Nicholas Flat, Leo Carrillo State Park, an area containing a meadow, stream and pond with oak forests, has two access points. The first, a strenuous trail recommended for experienced hikers, is at the entrance station to Leo Carrillo State Park. The second, an easy trail, may be found by taking Decker Road to Decker School Road, which dead-ends at a gate. An easy 1/8-mile trail to the pond begins just past the gate. (805) 488-1827.

Rancho Sierra Vista/Satwiwa Site, near Newbury Park in the Santa Monica Mountains National Recreation Area. Take the Wendy Drive exit off the Ventura Freeway and follow it to the end. Turn right on Potrero Road, left at the stop sign and left at Pinehill Street.

National Park Service Lecture Series: “Wild About Wildflowers,” by Milt McAuley. (818) 597-9192, Ext. 201. Sunday, 2-4 p.m. Free. Sooky Goldman Nature Center at the Franklin Canyon Ranch Site. Take the Coldwater Canyon exit off the Ventura Freeway.

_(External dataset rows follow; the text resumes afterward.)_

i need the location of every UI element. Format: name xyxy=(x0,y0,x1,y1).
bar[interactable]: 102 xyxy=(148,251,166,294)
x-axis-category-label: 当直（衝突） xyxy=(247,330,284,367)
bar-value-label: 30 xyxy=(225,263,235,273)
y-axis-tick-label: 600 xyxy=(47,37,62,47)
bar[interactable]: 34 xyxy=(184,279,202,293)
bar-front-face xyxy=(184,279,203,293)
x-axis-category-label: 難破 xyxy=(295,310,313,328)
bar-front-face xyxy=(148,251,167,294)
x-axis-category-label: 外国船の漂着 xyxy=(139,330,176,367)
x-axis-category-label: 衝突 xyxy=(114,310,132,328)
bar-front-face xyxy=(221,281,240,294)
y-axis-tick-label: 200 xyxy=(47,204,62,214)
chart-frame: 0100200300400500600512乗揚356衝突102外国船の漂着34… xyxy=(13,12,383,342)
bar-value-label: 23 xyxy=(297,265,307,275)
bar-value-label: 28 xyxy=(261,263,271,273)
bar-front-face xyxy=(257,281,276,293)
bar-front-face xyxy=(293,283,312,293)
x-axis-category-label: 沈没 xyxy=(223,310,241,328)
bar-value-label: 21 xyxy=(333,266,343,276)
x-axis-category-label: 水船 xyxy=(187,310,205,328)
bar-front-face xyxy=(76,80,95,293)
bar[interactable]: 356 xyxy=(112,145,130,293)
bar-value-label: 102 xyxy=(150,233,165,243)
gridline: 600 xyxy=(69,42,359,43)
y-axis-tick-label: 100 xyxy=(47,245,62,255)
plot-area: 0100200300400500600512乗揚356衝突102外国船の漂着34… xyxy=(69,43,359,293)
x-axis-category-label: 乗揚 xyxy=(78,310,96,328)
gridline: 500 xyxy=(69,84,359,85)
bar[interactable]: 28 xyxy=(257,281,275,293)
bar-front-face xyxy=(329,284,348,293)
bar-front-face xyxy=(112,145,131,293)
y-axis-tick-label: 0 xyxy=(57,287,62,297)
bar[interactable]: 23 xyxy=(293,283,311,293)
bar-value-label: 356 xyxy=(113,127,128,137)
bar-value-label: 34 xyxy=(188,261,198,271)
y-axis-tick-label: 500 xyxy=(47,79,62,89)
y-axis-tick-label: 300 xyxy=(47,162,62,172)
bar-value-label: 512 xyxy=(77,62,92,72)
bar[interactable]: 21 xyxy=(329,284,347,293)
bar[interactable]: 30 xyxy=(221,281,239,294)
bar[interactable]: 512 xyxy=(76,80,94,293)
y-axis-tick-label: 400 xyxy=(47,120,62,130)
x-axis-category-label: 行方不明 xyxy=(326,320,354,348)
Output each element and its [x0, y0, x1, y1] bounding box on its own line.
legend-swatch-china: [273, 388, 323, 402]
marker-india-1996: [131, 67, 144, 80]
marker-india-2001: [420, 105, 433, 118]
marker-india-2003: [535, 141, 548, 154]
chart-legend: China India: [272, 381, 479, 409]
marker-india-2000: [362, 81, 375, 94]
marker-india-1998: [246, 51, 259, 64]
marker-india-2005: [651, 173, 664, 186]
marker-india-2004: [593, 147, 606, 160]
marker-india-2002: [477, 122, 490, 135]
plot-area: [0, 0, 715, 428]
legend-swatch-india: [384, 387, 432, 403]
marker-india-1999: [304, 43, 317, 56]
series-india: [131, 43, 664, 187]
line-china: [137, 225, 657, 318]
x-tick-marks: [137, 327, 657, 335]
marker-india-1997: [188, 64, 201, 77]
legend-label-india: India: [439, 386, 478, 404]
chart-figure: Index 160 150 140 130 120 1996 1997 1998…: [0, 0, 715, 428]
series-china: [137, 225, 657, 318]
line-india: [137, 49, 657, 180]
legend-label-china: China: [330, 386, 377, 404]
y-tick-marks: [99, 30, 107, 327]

At the intersection with Mulholland Drive, turn right onto Franklin Canyon Drive to the center.

Call Ahead Before heading out to explore wildflowers, call the National Park Service Visitor Center for trail closures due to rain-related erosion. After a heavy rainfall, the National Park Service recommends that hikers stay off the trails for at least 48 to 72 hours to prevent the deep rutting and trail surface destruction that leads to further erosion.